I saw meaningless stubs and yawning chasms and began to feel strangely trapped.  Gripped by this alien sense of entrapment, I wondered when new urban planning would liberate Toronto with more facilitating infrastructure till a kindly hobo interrupted my train of thought and offered me a cupcake and a swig of his bourbon.  We chewed the moist cupcake in thoughtful silence when he suddenly extended a hand and introduced himself: "Estragon."  At that moment, I was suddenly seized by a realization so shocking I nearly added extra cushioning to my riding shorts.

I glanced up at the barren tree leaning over me.  Sitting under a barren tree?  With a hobo named Estragon?  Waiting for something that will never come in my life time?  And then I saw it...

I fell into a dizzy stupour and swooned into the kindly hobo's arms.  Coming to my senses, I stuttered madly like St Michael of Monday, so overflowing was I with prophetic revelation.  The hallmarks were all there: the apparent randomness of our journey; the search for meaning and guidance; the ultimate realization of the aimlessness of it all; the frustration and despair at the emptiness and the sense of insignificance; the attempt to impose a path to meaning and instill a sense of personal significance from within if not from without.

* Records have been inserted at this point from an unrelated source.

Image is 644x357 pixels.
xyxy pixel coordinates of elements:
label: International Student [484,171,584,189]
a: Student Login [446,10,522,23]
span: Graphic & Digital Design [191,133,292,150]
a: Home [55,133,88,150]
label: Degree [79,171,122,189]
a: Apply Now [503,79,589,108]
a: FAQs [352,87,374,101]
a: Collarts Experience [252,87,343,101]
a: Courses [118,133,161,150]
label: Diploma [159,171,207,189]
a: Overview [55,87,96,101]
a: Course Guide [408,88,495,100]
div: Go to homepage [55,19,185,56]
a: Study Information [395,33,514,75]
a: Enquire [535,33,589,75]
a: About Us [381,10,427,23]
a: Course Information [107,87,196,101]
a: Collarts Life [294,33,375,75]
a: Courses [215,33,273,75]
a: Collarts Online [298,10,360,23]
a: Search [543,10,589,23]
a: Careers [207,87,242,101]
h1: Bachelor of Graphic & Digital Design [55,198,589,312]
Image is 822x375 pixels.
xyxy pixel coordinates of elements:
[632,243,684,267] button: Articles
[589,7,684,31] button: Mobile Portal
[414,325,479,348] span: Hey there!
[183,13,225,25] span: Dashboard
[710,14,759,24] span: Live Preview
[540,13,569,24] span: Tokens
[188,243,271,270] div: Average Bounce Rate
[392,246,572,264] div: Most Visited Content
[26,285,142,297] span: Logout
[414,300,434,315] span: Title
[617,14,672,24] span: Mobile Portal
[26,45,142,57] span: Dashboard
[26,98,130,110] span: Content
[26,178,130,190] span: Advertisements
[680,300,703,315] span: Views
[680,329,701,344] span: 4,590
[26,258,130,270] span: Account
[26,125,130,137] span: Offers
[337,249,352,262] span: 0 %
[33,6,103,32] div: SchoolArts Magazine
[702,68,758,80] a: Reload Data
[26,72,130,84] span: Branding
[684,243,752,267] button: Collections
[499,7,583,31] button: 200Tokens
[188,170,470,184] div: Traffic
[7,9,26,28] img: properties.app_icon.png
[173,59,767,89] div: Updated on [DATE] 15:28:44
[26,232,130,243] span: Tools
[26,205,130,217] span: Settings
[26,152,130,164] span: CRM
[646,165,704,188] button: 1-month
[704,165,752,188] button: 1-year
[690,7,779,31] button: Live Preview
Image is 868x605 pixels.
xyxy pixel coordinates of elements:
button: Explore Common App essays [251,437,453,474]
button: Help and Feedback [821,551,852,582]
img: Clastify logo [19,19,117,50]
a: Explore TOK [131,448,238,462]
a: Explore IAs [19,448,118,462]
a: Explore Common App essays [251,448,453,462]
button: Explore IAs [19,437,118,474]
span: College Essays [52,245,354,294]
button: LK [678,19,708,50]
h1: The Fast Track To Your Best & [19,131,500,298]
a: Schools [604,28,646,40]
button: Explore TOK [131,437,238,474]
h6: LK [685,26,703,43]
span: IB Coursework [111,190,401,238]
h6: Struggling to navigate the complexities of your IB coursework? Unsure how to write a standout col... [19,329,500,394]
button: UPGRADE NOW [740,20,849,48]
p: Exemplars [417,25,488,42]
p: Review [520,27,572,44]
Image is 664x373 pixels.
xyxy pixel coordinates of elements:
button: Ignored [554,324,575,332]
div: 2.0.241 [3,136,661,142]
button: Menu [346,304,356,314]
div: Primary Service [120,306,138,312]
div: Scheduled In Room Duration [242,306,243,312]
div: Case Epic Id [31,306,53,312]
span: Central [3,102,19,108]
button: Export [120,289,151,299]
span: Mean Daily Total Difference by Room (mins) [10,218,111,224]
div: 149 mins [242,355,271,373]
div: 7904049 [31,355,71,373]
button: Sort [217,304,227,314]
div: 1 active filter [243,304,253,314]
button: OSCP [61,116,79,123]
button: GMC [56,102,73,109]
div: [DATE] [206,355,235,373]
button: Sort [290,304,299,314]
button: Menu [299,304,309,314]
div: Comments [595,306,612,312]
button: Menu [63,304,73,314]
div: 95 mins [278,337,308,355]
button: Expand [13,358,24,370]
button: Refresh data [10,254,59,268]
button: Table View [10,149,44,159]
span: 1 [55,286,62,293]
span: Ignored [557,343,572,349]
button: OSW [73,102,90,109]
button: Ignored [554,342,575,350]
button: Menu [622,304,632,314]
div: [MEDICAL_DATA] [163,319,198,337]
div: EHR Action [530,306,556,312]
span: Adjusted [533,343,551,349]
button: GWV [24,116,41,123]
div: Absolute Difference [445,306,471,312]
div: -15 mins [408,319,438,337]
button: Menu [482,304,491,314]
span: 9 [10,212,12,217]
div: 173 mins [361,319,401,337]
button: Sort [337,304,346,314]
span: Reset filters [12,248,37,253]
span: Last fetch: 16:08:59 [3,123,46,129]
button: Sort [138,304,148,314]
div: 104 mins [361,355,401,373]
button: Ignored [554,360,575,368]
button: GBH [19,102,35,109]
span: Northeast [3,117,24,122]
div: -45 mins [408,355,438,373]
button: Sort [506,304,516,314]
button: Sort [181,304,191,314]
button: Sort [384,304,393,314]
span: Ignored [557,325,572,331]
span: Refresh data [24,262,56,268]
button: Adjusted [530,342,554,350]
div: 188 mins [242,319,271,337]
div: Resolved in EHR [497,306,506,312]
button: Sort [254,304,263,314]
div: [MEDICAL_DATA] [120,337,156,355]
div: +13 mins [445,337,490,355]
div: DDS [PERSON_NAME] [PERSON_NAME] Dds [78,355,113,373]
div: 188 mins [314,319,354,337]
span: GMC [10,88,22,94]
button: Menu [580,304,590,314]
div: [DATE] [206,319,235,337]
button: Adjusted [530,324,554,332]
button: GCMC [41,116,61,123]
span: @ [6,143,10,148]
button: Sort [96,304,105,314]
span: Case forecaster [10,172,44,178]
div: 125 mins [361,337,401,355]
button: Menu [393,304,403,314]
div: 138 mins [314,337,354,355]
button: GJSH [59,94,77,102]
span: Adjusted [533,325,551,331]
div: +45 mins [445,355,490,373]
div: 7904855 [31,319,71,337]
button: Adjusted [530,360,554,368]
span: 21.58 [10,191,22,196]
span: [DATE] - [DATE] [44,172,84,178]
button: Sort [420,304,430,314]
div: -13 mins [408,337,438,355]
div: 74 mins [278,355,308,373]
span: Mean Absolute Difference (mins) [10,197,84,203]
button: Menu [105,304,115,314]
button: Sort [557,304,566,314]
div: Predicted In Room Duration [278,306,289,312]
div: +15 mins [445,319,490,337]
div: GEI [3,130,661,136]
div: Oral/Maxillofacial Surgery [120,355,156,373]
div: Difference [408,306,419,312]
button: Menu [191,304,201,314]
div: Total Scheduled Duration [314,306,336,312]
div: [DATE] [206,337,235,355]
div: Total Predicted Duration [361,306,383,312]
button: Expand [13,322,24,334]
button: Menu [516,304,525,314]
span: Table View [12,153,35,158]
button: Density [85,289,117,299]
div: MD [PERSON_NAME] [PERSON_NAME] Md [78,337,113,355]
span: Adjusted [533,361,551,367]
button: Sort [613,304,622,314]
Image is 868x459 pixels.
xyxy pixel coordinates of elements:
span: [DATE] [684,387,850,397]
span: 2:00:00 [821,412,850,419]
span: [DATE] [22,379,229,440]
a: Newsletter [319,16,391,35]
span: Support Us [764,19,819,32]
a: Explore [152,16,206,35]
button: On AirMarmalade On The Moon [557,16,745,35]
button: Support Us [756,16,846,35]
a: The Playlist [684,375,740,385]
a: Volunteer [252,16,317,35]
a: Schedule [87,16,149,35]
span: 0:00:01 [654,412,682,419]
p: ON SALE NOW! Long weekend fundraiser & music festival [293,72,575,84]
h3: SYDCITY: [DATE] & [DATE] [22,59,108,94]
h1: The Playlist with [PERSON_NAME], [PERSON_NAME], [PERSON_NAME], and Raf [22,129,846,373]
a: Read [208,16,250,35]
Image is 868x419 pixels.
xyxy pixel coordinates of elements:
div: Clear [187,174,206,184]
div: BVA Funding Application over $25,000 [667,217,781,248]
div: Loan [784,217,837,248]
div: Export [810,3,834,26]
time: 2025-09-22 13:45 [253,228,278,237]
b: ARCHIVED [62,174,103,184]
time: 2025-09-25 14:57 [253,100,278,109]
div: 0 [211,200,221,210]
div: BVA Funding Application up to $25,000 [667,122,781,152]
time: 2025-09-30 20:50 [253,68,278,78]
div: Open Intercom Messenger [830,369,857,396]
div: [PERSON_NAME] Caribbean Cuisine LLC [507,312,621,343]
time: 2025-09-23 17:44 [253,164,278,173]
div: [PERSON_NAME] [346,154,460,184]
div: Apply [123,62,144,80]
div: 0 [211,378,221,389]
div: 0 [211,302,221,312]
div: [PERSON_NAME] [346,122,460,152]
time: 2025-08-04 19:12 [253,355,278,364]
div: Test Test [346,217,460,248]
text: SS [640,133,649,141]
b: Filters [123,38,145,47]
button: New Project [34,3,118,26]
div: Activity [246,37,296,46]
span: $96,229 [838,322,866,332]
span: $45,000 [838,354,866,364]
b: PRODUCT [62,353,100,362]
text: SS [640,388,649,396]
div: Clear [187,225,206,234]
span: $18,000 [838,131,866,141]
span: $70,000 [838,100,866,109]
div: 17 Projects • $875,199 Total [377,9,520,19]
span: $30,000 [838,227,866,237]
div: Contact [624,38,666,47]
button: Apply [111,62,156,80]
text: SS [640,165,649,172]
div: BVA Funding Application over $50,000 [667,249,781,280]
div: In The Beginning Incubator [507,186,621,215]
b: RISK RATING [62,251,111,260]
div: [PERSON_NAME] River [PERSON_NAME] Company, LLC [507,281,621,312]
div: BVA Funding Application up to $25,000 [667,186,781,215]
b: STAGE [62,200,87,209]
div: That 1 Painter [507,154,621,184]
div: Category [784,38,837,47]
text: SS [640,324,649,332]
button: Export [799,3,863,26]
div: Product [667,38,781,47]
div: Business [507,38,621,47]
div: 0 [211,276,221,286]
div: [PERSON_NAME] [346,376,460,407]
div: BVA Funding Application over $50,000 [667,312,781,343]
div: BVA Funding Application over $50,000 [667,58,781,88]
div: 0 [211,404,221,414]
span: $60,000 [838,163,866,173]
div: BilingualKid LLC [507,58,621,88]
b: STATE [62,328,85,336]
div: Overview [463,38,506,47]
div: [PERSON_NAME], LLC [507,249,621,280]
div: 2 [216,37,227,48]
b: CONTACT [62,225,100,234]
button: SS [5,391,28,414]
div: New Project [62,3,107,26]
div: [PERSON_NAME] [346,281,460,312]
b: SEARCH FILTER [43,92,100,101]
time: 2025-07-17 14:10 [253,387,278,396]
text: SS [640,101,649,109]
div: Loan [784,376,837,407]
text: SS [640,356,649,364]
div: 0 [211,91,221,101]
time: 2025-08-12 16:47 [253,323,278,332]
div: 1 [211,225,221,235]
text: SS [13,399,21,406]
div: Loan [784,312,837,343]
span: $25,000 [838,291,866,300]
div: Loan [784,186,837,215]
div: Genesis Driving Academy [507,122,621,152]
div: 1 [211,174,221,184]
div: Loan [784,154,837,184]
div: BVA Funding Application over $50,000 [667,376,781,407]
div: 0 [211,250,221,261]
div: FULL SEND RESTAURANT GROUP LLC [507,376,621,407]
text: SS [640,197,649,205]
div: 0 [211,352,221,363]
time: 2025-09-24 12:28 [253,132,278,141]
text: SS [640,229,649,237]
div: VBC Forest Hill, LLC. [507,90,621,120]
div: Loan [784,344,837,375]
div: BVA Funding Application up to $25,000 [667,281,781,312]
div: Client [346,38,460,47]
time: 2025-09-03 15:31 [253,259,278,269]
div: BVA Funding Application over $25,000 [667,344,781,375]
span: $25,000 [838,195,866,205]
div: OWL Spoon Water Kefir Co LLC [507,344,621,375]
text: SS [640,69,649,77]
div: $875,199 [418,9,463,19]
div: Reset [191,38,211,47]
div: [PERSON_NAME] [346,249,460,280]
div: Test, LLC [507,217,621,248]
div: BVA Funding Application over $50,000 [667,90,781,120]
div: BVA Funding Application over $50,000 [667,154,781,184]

A gap in a bike lane that dead ends a few blocks away anyway?

Yes, I suddenly understood: Toronto's infrastructure isn't real infrastructure at all; it's actually an enormous Absurdist art installation.

Seen in Etobicoke: 'Use other sidewalk'?  What other sidewalk?!
Toronto cyclists aren't participants in an alternate modal scheme; they're the audience of the greatest wool-pulling in human history.  They pick their way across a patchwork of ridiculous routes, encountering disparate and random bits of 'infrastructure' that appear to offer meaningful guidance but ultimately lead no where.  Some search for guidance, but find none and begin to despair.  In the face of such despair, some impose their own routing of their journey and set forth regardless, while others wait for the Godot of Progressive Infrastructure under the wilting tree of city hall.

This realization got me wondering: who needs Art Spin when there's an entire exhibit waiting outside your door?